Despite the advance of this season’s first winter storm, sunlight shined through the… Despite the advance of this season’s first winter storm, sunlight shined through the stained-glass windows of Heinz Chapel last Thursday afternoon, as friends and family came to eulogize Pitt professor Theodore Otto Windt Jr., who died on Oct. 13.

Chancellor Mark Nordenberg and Dr. Cyril Wecht were among those who spoke about their friendship with Windt. Their comments recalled a man who described himself as a “gentle anarchist,” and who loved Jack Kerouac and the beat poets of the 1960s as much as he respected or despised the former presidents he taught about, all while pioneering the study of presidential rhetoric.

“I cannot adequately describe the lift I’d get from the words of support he would invariably offer,” Nordenberg said. “He was living proof that nice guys can finish first.”

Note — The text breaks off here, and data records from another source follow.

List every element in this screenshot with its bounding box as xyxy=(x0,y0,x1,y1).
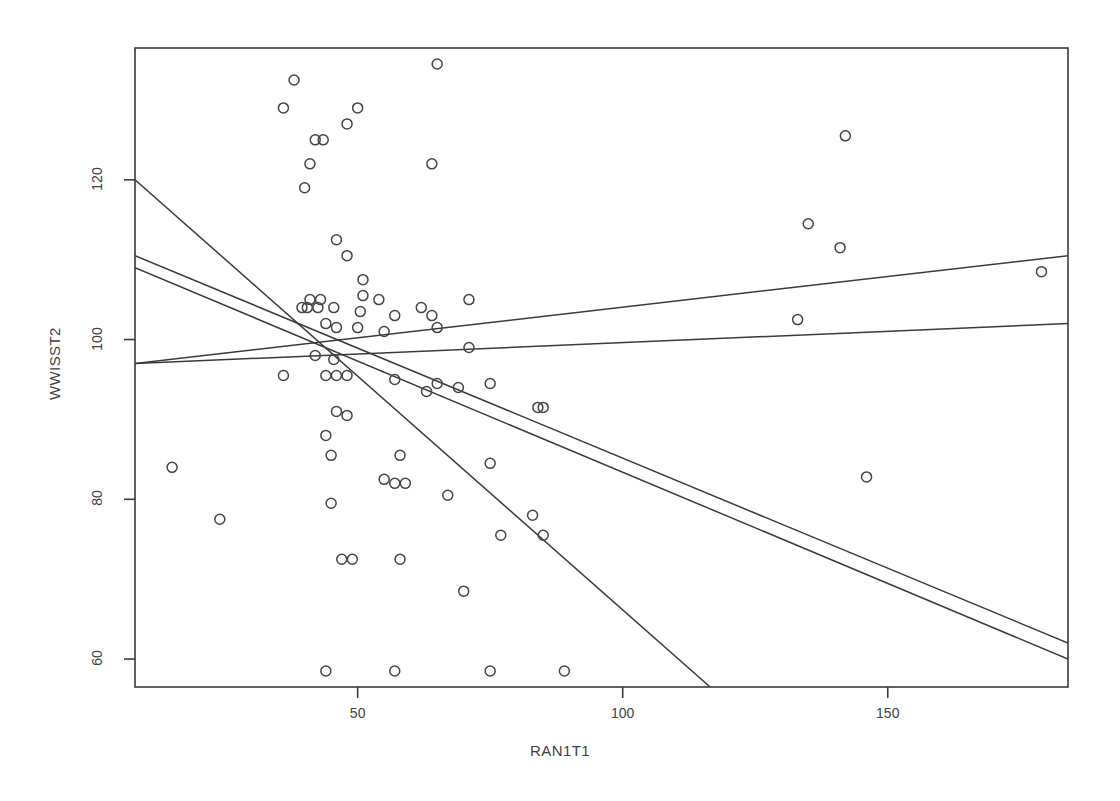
steep-negative-line xyxy=(135,180,710,687)
data-point xyxy=(390,478,400,488)
data-point xyxy=(559,666,569,676)
data-point xyxy=(326,498,336,508)
data-point xyxy=(278,103,288,113)
data-point xyxy=(443,490,453,500)
data-point xyxy=(331,370,341,380)
data-points xyxy=(167,59,1046,676)
y-tick-label: 120 xyxy=(89,159,105,199)
x-tick-label: 100 xyxy=(603,705,643,721)
data-point xyxy=(464,343,474,353)
data-point xyxy=(432,378,442,388)
x-axis-title: RAN1T1 xyxy=(0,742,1120,759)
data-point xyxy=(326,450,336,460)
data-point xyxy=(390,666,400,676)
data-point xyxy=(395,554,405,564)
scatter-plot-figure: RAN1T1 WWISST2 501001506080100120 xyxy=(0,0,1120,801)
data-point xyxy=(528,510,538,520)
x-tick-label: 50 xyxy=(338,705,378,721)
data-point xyxy=(215,514,225,524)
y-axis-title: WWISST2 xyxy=(46,327,63,400)
data-point xyxy=(358,291,368,301)
data-point xyxy=(321,370,331,380)
regression-lines xyxy=(135,180,1068,687)
data-point xyxy=(374,295,384,305)
data-point xyxy=(342,251,352,261)
y-tick-label: 80 xyxy=(89,478,105,518)
data-point xyxy=(400,478,410,488)
plot-canvas xyxy=(0,0,1120,801)
data-point xyxy=(321,430,331,440)
data-point xyxy=(355,307,365,317)
data-point xyxy=(395,450,405,460)
data-point xyxy=(379,474,389,484)
data-point xyxy=(305,159,315,169)
data-point xyxy=(342,370,352,380)
data-point xyxy=(353,323,363,333)
data-point xyxy=(427,311,437,321)
y-tick-label: 60 xyxy=(89,638,105,678)
data-point xyxy=(347,554,357,564)
data-point xyxy=(538,530,548,540)
data-point xyxy=(1036,267,1046,277)
data-point xyxy=(793,315,803,325)
x-tick-label: 150 xyxy=(868,705,908,721)
y-tick-label: 100 xyxy=(89,319,105,359)
data-point xyxy=(342,119,352,129)
data-point xyxy=(331,235,341,245)
data-point xyxy=(329,303,339,313)
data-point xyxy=(390,311,400,321)
data-point xyxy=(862,472,872,482)
data-point xyxy=(342,410,352,420)
data-point xyxy=(496,530,506,540)
data-point xyxy=(485,458,495,468)
data-point xyxy=(167,462,177,472)
data-point xyxy=(485,666,495,676)
data-point xyxy=(427,159,437,169)
data-point xyxy=(289,75,299,85)
data-point xyxy=(803,219,813,229)
negative-line-lower xyxy=(135,268,1068,659)
data-point xyxy=(337,554,347,564)
data-point xyxy=(331,323,341,333)
data-point xyxy=(416,303,426,313)
data-point xyxy=(840,131,850,141)
positive-line-lower xyxy=(135,324,1068,364)
data-point xyxy=(278,370,288,380)
data-point xyxy=(464,295,474,305)
data-point xyxy=(331,406,341,416)
data-point xyxy=(835,243,845,253)
data-point xyxy=(300,183,310,193)
data-point xyxy=(453,382,463,392)
data-point xyxy=(459,586,469,596)
data-point xyxy=(432,59,442,69)
data-point xyxy=(485,378,495,388)
data-point xyxy=(321,666,331,676)
data-point xyxy=(358,275,368,285)
positive-line-upper xyxy=(135,256,1068,364)
data-point xyxy=(321,319,331,329)
negative-line-upper xyxy=(135,256,1068,643)
data-point xyxy=(353,103,363,113)
axis-ticks xyxy=(124,180,888,698)
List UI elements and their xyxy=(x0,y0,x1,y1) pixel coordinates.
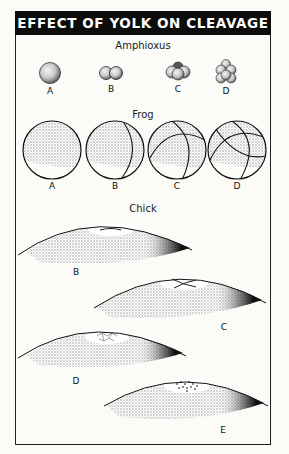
diagram-artwork xyxy=(0,0,289,454)
amphioxus-8cell-d xyxy=(216,60,236,84)
chick-label-d: D xyxy=(68,376,84,386)
frog-label-a: A xyxy=(44,181,60,191)
chick-blastodisc-d xyxy=(18,330,186,367)
section-title-frog: Frog xyxy=(83,109,203,120)
chick-label-c: C xyxy=(216,322,232,332)
amphioxus-label-a: A xyxy=(42,86,58,96)
frog-egg-d xyxy=(205,110,275,180)
frog-label-b: B xyxy=(107,181,123,191)
amphioxus-2cell-b xyxy=(100,67,123,80)
amphioxus-label-b: B xyxy=(103,84,119,94)
chick-blastodisc-c xyxy=(94,276,266,318)
section-title-chick: Chick xyxy=(83,203,203,214)
section-title-amphioxus: Amphioxus xyxy=(83,40,203,51)
frog-egg-b xyxy=(83,110,153,179)
chick-label-e: E xyxy=(215,425,231,435)
amphioxus-label-d: D xyxy=(218,86,234,96)
amphioxus-label-c: C xyxy=(170,84,186,94)
frog-egg-c xyxy=(145,110,215,180)
frog-egg-a xyxy=(20,110,90,179)
chick-blastodisc-e xyxy=(104,379,268,419)
chick-blastodisc-b xyxy=(18,224,192,263)
frog-label-d: D xyxy=(229,181,245,191)
amphioxus-4cell-c xyxy=(166,62,190,80)
frog-label-c: C xyxy=(169,181,185,191)
chick-label-b: B xyxy=(68,267,84,277)
amphioxus-egg-a xyxy=(40,63,61,84)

Wecht described the wintry day outside as “cold, blustery, forbidding, unwelcome – the antithesis of Ted Windt, who was warm, friendly, charming, and gracious.” Windt expressed his political views strongly, but “never with rancor – never with a baseless sense of antipathy towards someone because of their politics,” Wecht said.

Windt analyzed the content of presidential speeches in the classes he taught at Pitt for more than 40 years. His book, “Presidential Rhetoric,” published in 1978, is a landmark volume in the field and is now in its sixth edition, according to those at his memorial. Windt had briefly studied theatre while in college, and former student and Carlton restaurant owner Kevin Joyce remembered how he brought that sense of drama to his classes.

“Dr. Windt was a rock star at the university at that time [the Nixon era]. You couldn’t get into his classes. The impeachment hearings, the Vietnam War – what a magical time to be around a guy like Ted Windt,” Joyce said. “You can’t look at a world event in the last 25 years without thinking about it from the perspective of rhetoric. So many of us will always be enriched [by Windt’s teachings].”

Jerome Rosenberg talked about how Windt rose out of poverty in east Texas to create his own field of study. Rosenberg, a former interim chair of Pitt’s department of communication, said Windt’s mother would take him to the store as a child and let him pick out the feed bag they needed for their animals because she would later craft it into a shirt for him.

“Some of the rhetoricians didn’t want to claim him as their own because they said he was too political,” Rosenberg said. “To political scientists, he wasn’t analytical enough. What happened to the outsider who couldn’t be pegged neatly into one field or another? He created a field of his own: presidential rhetoric.”

KQV radio anchor and Pitt teacher P.J. Maloney remembered how Windt, a regular commentator on the radio station, would lean over to him as they worked on election night and “in that East Texas accent he’d say, ‘Who can we make angry tonight?'”

Gerald Shuster, of Pitt’s communication department, a friend and former student of Windt’s who served as master of ceremonies at the memorial service, also had a couple of stories to tell.

Shuster described how Windt had a poster of James Dean on one wall of his office and a poster of Lyndon Johnson on the other – “what a pair,” Shuster said. In between the two hung a large Texas flag.

“Ted would say, ‘think Republican, but vote Democrat,'” Shuster said. “He never gave away his political stances.” Shuster recollected how, during George H.W. Bush’s presidential campaign, Windt came to class wearing a huge “Bush” button that someone had given him, which elicited stares from his students. But no one asked him about it, and Shuster remembered Windt saying, “They’re just like Bush – a bunch of wimps. I’m going to have to keep working at them.”

A reception at the McCarl Center for Nontraditional Student Success followed the memorial service. Regina Renk, an undergraduate secretary in the communications department, remembered working with Windt for the last 15 years.

“When he had one of his large classes, he’d walk around with an entourage,” Renk said. “He’d always be the last one to leave, throwing his trench coat over his shoulders. He was a lovely person, a gentleman. Very kind and soft-spoken.”

Renk sniffed and dabbed at her eyes with a tissue.

“I’m really going to miss him,” Renk said. “He went much too soon. There are just some people who should stay in this world longer, because it’s a nicer place with them in it.”

A scholarship fund, which will benefit students enrolled in the communications department, has been created in Windt’s memory. Anyone who is interested in donating can contact the University of Pittsburgh’s Office of Institutional Advancement, 917 Cathedral of Learning, Pittsburgh, 15260.